As a student leader in Greensboro in 1963, a participant in the the Selma campaign of 1965 and a lieutenant to the Rev. Martin Luther King when the civil rights leader was assassinated in Memphis in 1968, Jesse Jackson can claim an unrivaled analysis of the movement.
My slow hand and the poor quality of my recording prevents me from transcribing everything, but I wanted to include some of his remarks from the panel discussion at A&T on Friday. Some of these remarks are also captured by my colleague, Dioni Wise in her report for the News & Record.
Jackson: “I think it’s important to remember our history. The ’54 Supreme Court decision broke the legal backbone of Jim Crow. In August 1955, Emmett Till was lynched – a seminal moment. I once asked Ms. Parks, why didn’t she go to the back of the bus. She said she because of Emmett Till. Even though those moments happened, something magical happened in Greensboro. There were some movements leading up to that. And when the fire struck Greensboro, a wind blew and it captured the nation. I want people to appreciate just how humiliating segregation was…. We couldn’t rent a room at the Holiday Inn....
“Movements ebb and flow.... When I came to A&T, I was here that summer 50 years ago. When I came back that fall, the movement had died down....
“We were told the girls [Bennett College students] were getting beat up downtown. It was kind of reborn in 1963. The girls deserve a statue, too, because they sustained the movement until ’63....
“We were told we did not want to lose our accreditation. Faculty members could lose their jobs if they were an NAACP member....
“This is not a spectacular one-round, one-lick fight. This is a long-distance run.”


§ Instructions for the task: Set down all of the entries precisely as they were written.

§ Input for this task:
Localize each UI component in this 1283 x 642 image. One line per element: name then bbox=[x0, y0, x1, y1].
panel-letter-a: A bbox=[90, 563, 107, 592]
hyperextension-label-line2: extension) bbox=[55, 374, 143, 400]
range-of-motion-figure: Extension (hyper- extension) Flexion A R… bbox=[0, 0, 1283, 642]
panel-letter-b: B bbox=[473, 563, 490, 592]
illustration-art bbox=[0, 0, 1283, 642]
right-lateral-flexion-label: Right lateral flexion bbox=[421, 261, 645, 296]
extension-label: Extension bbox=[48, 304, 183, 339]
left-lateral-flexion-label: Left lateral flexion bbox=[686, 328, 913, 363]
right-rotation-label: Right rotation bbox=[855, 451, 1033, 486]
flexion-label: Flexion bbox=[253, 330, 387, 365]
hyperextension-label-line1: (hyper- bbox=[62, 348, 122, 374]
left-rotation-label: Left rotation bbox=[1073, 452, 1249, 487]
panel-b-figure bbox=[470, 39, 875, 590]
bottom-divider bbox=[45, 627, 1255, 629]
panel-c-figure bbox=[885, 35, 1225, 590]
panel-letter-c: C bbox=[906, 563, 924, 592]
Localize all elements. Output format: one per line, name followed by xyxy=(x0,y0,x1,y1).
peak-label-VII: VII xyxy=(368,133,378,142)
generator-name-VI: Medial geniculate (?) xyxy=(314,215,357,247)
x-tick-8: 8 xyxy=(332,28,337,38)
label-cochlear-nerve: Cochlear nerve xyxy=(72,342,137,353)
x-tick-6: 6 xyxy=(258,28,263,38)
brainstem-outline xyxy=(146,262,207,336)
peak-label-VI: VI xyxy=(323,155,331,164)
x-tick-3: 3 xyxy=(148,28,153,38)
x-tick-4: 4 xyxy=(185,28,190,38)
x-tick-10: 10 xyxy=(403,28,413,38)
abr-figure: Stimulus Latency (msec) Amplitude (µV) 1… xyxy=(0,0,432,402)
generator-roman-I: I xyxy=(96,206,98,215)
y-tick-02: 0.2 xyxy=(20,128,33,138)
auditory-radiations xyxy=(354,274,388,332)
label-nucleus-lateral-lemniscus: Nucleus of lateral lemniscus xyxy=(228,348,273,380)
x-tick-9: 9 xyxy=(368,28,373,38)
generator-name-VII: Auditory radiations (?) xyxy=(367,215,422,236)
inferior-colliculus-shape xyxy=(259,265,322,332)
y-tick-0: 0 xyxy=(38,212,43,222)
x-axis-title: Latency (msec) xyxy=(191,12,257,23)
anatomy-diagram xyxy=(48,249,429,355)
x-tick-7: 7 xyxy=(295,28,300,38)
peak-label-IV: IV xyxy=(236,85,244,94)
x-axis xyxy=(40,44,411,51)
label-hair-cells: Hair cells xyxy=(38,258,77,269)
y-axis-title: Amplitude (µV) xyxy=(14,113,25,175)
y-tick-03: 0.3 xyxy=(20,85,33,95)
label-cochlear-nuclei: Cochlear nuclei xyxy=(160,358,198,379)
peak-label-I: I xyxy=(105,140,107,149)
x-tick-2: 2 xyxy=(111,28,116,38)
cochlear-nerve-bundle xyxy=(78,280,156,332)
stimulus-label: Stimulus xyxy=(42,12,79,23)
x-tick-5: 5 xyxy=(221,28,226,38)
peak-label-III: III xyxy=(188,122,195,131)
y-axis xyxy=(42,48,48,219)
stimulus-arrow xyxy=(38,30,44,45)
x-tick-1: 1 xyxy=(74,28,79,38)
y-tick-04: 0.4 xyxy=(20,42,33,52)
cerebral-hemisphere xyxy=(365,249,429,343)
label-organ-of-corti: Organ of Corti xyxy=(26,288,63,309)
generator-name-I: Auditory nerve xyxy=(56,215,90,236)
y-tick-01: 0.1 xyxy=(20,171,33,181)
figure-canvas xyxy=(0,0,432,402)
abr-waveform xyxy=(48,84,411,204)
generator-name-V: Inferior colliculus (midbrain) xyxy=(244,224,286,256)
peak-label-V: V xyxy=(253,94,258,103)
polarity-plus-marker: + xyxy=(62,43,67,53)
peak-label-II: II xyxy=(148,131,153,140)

§ Result:
Localize each UI component in this 1283 x 642 image. One line per element: name then bbox=[x0, y0, x1, y1].
panel-letter-a: A bbox=[90, 563, 107, 592]
hyperextension-label-line2: extension) bbox=[55, 374, 143, 400]
range-of-motion-figure: Extension (hyper- extension) Flexion A R… bbox=[0, 0, 1283, 642]
panel-letter-b: B bbox=[473, 563, 490, 592]
illustration-art bbox=[0, 0, 1283, 642]
right-lateral-flexion-label: Right lateral flexion bbox=[421, 261, 645, 296]
extension-label: Extension bbox=[48, 304, 183, 339]
left-lateral-flexion-label: Left lateral flexion bbox=[686, 328, 913, 363]
right-rotation-label: Right rotation bbox=[855, 451, 1033, 486]
flexion-label: Flexion bbox=[253, 330, 387, 365]
hyperextension-label-line1: (hyper- bbox=[62, 348, 122, 374]
left-rotation-label: Left rotation bbox=[1073, 452, 1249, 487]
panel-b-figure bbox=[470, 39, 875, 590]
bottom-divider bbox=[45, 627, 1255, 629]
panel-c-figure bbox=[885, 35, 1225, 590]
panel-letter-c: C bbox=[906, 563, 924, 592]
Localize all elements. Output format: one per line, name followed by xyxy=(x0,y0,x1,y1).
peak-label-VII: VII xyxy=(368,133,378,142)
generator-name-VI: Medial geniculate (?) xyxy=(314,215,357,247)
x-tick-8: 8 xyxy=(332,28,337,38)
label-cochlear-nerve: Cochlear nerve xyxy=(72,342,137,353)
x-tick-6: 6 xyxy=(258,28,263,38)
brainstem-outline xyxy=(146,262,207,336)
peak-label-VI: VI xyxy=(323,155,331,164)
x-tick-3: 3 xyxy=(148,28,153,38)
x-tick-4: 4 xyxy=(185,28,190,38)
x-tick-10: 10 xyxy=(403,28,413,38)
abr-figure: Stimulus Latency (msec) Amplitude (µV) 1… xyxy=(0,0,432,402)
generator-roman-I: I xyxy=(96,206,98,215)
y-tick-02: 0.2 xyxy=(20,128,33,138)
auditory-radiations xyxy=(354,274,388,332)
label-nucleus-lateral-lemniscus: Nucleus of lateral lemniscus xyxy=(228,348,273,380)
x-tick-9: 9 xyxy=(368,28,373,38)
generator-name-VII: Auditory radiations (?) xyxy=(367,215,422,236)
inferior-colliculus-shape xyxy=(259,265,322,332)
y-tick-0: 0 xyxy=(38,212,43,222)
x-axis-title: Latency (msec) xyxy=(191,12,257,23)
anatomy-diagram xyxy=(48,249,429,355)
x-tick-7: 7 xyxy=(295,28,300,38)
peak-label-IV: IV xyxy=(236,85,244,94)
x-axis xyxy=(40,44,411,51)
label-hair-cells: Hair cells xyxy=(38,258,77,269)
y-axis-title: Amplitude (µV) xyxy=(14,113,25,175)
y-tick-03: 0.3 xyxy=(20,85,33,95)
label-cochlear-nuclei: Cochlear nuclei xyxy=(160,358,198,379)
peak-label-I: I xyxy=(105,140,107,149)
x-tick-2: 2 xyxy=(111,28,116,38)
cochlear-nerve-bundle xyxy=(78,280,156,332)
stimulus-label: Stimulus xyxy=(42,12,79,23)
x-tick-5: 5 xyxy=(221,28,226,38)
peak-label-III: III xyxy=(188,122,195,131)
y-axis xyxy=(42,48,48,219)
stimulus-arrow xyxy=(38,30,44,45)
x-tick-1: 1 xyxy=(74,28,79,38)
y-tick-04: 0.4 xyxy=(20,42,33,52)
cerebral-hemisphere xyxy=(365,249,429,343)
label-organ-of-corti: Organ of Corti xyxy=(26,288,63,309)
generator-name-I: Auditory nerve xyxy=(56,215,90,236)
y-tick-01: 0.1 xyxy=(20,171,33,181)
figure-canvas xyxy=(0,0,432,402)
abr-waveform xyxy=(48,84,411,204)
generator-name-V: Inferior colliculus (midbrain) xyxy=(244,224,286,256)
peak-label-V: V xyxy=(253,94,258,103)
polarity-plus-marker: + xyxy=(62,43,67,53)
peak-label-II: II xyxy=(148,131,153,140)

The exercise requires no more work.